Saturday, January 20, 2007

Saturday Roundup

News
NPR Weekend Edition Saturday featured a story about the Landis defense ( using audio from last week's WETA interview in Arlington,VA) but with additional comment from WADA officals. Audio of the piece should be available after 1:00PM EST this afternoon.

VeloNews notes that Landis (along with Dave Z) attended the opening night of the Los Angeles Track World Cup.

The Winston-Salem Journal
posts an opinion piece written by Perry Craven who decides to contribute to the FFF in the honor of all cyclists:

Yesterday while doing my laundry, I decided that I would write a check to Floyd Landis, the winner of the Tour de France. The check would read, "The Floyd Fairness Fund" and would help him and his supporters cover legal and other professional fees and expenses in connection with Landis' defense and to help clear his name of doping charges.
My hope is that he is innocent of testing positive for the hormone testosterone during last year's Tour de France. And while I do not know Landis personally, I know, I think, the kind of person he must be or has been to be an accomplished cyclist, regardless of my thoughts about drugs.


Sporting Life
tells us that Pereiro has come up with the paperwork requested of him this week.

Blogs
Rant sees a threat from within, and with friends like these cycling doesn't need enemies.

Looks like Neil@ROAD will also be a happy camper this week!
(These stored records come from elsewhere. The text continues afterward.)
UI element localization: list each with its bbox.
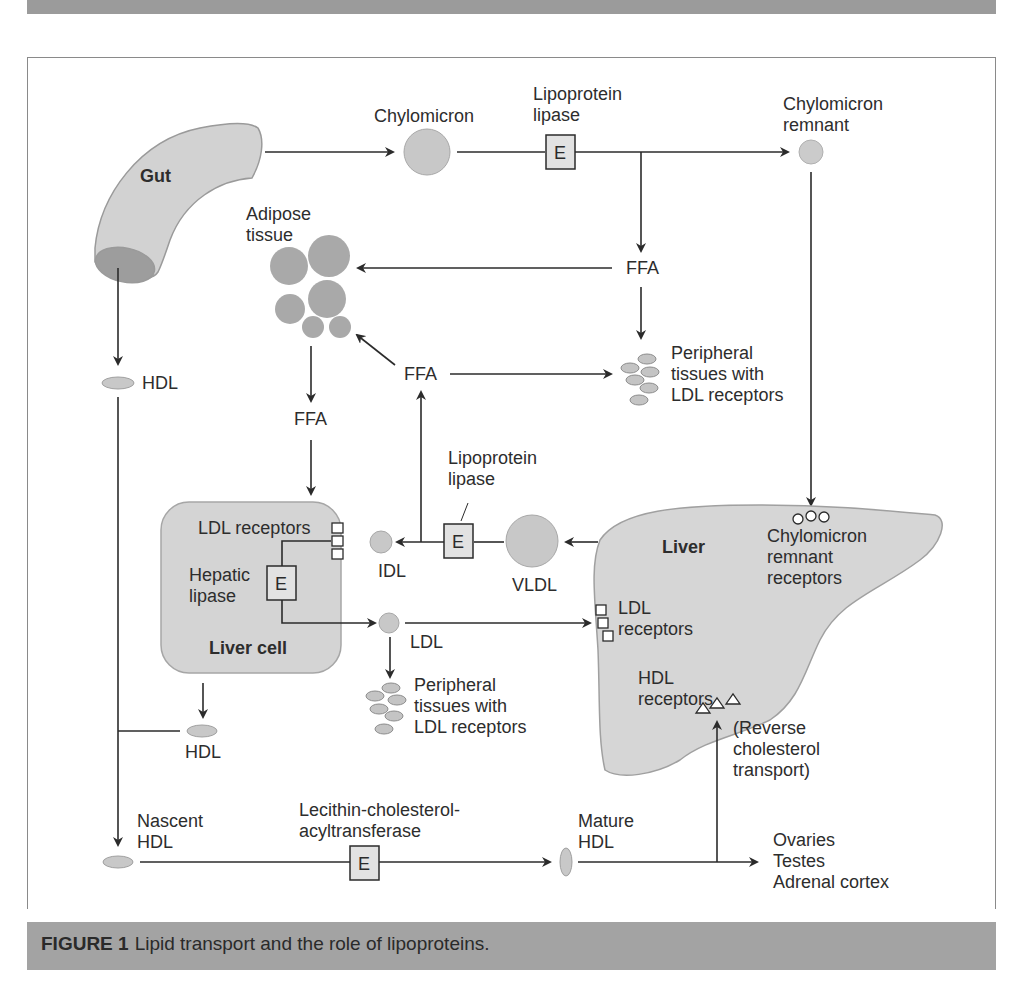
gut-label: Gut <box>140 166 171 187</box>
hepatic-lipase-label: Hepaticlipase <box>189 565 250 607</box>
liver-cell-ldl-receptors-label: LDL receptors <box>198 518 310 539</box>
mature-hdl-particle <box>560 848 572 876</box>
lcat-label: Lecithin-cholesterol-acyltransferase <box>299 800 460 842</box>
hdl-liver-cell-label: HDL <box>185 742 221 763</box>
ffa-left-label: FFA <box>294 409 327 430</box>
adipose-tissue-label: Adiposetissue <box>246 204 311 246</box>
chylomicron-remnant-label: Chylomicronremnant <box>783 94 883 136</box>
idl-particle <box>370 531 392 553</box>
ldl-label: LDL <box>410 632 443 653</box>
figure-caption: FIGURE 1Lipid transport and the role of … <box>41 933 490 955</box>
mature-hdl-label: MatureHDL <box>578 811 634 853</box>
liver-cell-ldl-receptors-icon <box>332 523 343 559</box>
svg-text:E: E <box>554 143 566 163</box>
svg-text:E: E <box>452 532 464 552</box>
hdl-left-label: HDL <box>142 373 178 394</box>
hdl-receptors-label: HDLreceptors <box>638 668 713 710</box>
ffa-top-label: FFA <box>626 258 659 279</box>
target-tissues-label: OvariesTestesAdrenal cortex <box>773 830 889 893</box>
chylomicron-remnant-particle <box>799 140 823 164</box>
svg-text:E: E <box>275 574 287 594</box>
hdl-particle-left <box>102 377 134 389</box>
liver-ldl-receptors-label: LDLreceptors <box>618 598 693 640</box>
idl-label: IDL <box>378 561 406 582</box>
lpl-mid-label: Lipoproteinlipase <box>448 448 537 490</box>
gut-icon <box>92 124 262 288</box>
peripheral-tissues-bottom-label: Peripheraltissues withLDL receptors <box>414 675 526 738</box>
reverse-transport-label: (Reversecholesteroltransport) <box>733 718 820 781</box>
hdl-particle-liver-cell <box>187 725 217 737</box>
chylomicron-remnant-receptors-label: Chylomicronremnantreceptors <box>767 526 867 589</box>
nascent-hdl-label: NascentHDL <box>137 811 203 853</box>
liver-title: Liver <box>662 537 705 558</box>
figure-caption-text: Lipid transport and the role of lipoprot… <box>135 933 490 954</box>
chylomicron-label: Chylomicron <box>374 106 474 127</box>
peripheral-tissues-top-label: Peripheraltissues withLDL receptors <box>671 343 783 406</box>
peripheral-cells-icon-top <box>621 354 659 405</box>
ldl-particle <box>379 613 399 633</box>
liver-cell-title: Liver cell <box>209 638 287 659</box>
nascent-hdl-particle <box>103 856 133 868</box>
lpl-top-label: Lipoproteinlipase <box>533 84 622 126</box>
peripheral-cells-icon-bottom <box>366 683 406 734</box>
svg-text:E: E <box>358 854 370 874</box>
figure-number: FIGURE 1 <box>41 933 129 954</box>
chylomicron-particle <box>404 129 450 175</box>
adipose-cells-icon <box>270 235 351 338</box>
vldl-particle <box>506 515 558 567</box>
vldl-label: VLDL <box>512 575 557 596</box>
ffa-mid-label: FFA <box>404 364 437 385</box>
Good luck to all who attend Power Camp, please come back in one piece!!

Mark McClusky
discusses TUEs and the dirty little secret of cycling.

Luna Cycles thinks that whether Landis is innocent or not,WADA should get its act together, and people who live in glass houses should watch what they say:
Seems ol' Oscar Pereiro isn't quite as pristine as he wants to make himself out to be. The guy who wants Landis convicted by the kangaroo court of anti-doping so he can be crowned winner of the '06 TdF, tested positive twice for salbutimol during the tour. In a big old F*** you to the UCI, the TdF organization says it doesn't care that Pereiro had a "medical exemption" to used the banned substance. I sure am glad all of the bureaucrats are having a successful go at destroying professional cycling.
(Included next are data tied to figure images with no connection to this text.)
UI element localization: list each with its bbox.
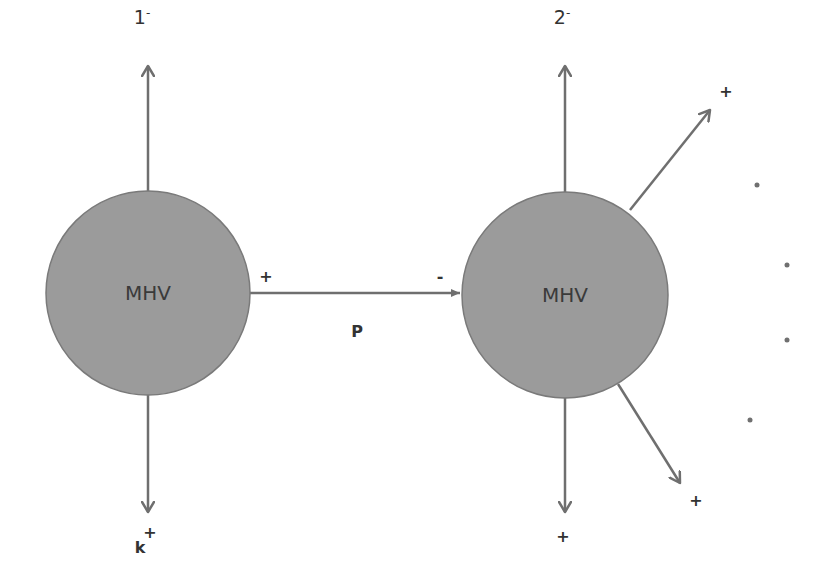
ellipsis-dots [748, 183, 790, 423]
propagator-label: P [351, 322, 363, 341]
ellipsis-dot [785, 263, 790, 268]
left-mhv-node: MHV [46, 191, 250, 395]
mhv-diagram-canvas: MHV MHV 1- 2- k + + + + + - P [0, 0, 826, 587]
right-lower-diagonal-label: + [689, 491, 702, 510]
ellipsis-dot [785, 338, 790, 343]
right-lower-diagonal-leg [618, 384, 680, 483]
left-top-sup: - [146, 6, 150, 20]
ellipsis-dot [755, 183, 760, 188]
right-top-number: 2 [554, 6, 566, 28]
left-top-number: 1 [134, 6, 146, 28]
right-node-label: MHV [542, 283, 588, 307]
ellipsis-dot [748, 418, 753, 423]
propagator-start-sign: + [259, 267, 272, 286]
right-upper-diagonal-leg [630, 110, 710, 210]
left-bottom-sup: + [143, 523, 156, 542]
left-top-label: 1- [134, 6, 150, 28]
right-upper-diagonal-label: + [719, 82, 732, 101]
left-node-label: MHV [125, 281, 171, 305]
right-mhv-node: MHV [462, 192, 668, 398]
right-bottom-label: + [556, 527, 569, 546]
right-top-sup: - [566, 6, 570, 20]
propagator-end-sign: - [437, 267, 444, 286]
right-top-label: 2- [554, 6, 570, 28]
Alliwannadoisbicycle ponders the state of the cycling union.

Thought of the Day:

if you are a happy employee does that make you 'gruntled' ?

- Jack Handey-



3 comments:

alliwannadoisbicycle said...

great blog! I'm glad someone else is speaking out against the system that has failed floyd and many other riders. i actually wrote a whole piece on it in a previous blog post- check it out:

http://alliwannadoisbicycle.blogspot.com/2006/11/i-believe-in-floyd.html

I also made t-shirts!

anyway, you've been linked! feel free to do the same!

Thinnmann said...

In the NPR report, they have audio from Doctor Christiane Ayotte, director of the Doping Control Laboratory at Montreal's Institut National de la Recherché Scientifique, who, "spoke generally about Landis, but has not read the case." Would you believe that she has not read the case? Why would she speak, then, and why would NPR use her opinion if she has not read the case?

The NPR narrator paraphrases Ayotte thusly, "In essence what Ayotte is saying is that Landis still tested positive for testosterone.... Ayotte says landis deserves to see the results of his other doping tests that came back negative."

Ayotte turns up in some very interesting places with a Google search - including remarks that seem to support Armstrong during that 2005 EPO-old-frozen-urine incident, and an article about her lab almost losing IOC accredation in 2000 due to failure to comply with international standards.

Shawn said...

Pretty surprising to find a ton of hits on my blog today. Traced it back to your site; sure sorry I didn't know about you before, but kudos to keeping the faith! I'll be linking to you to help keep people involved in this issue!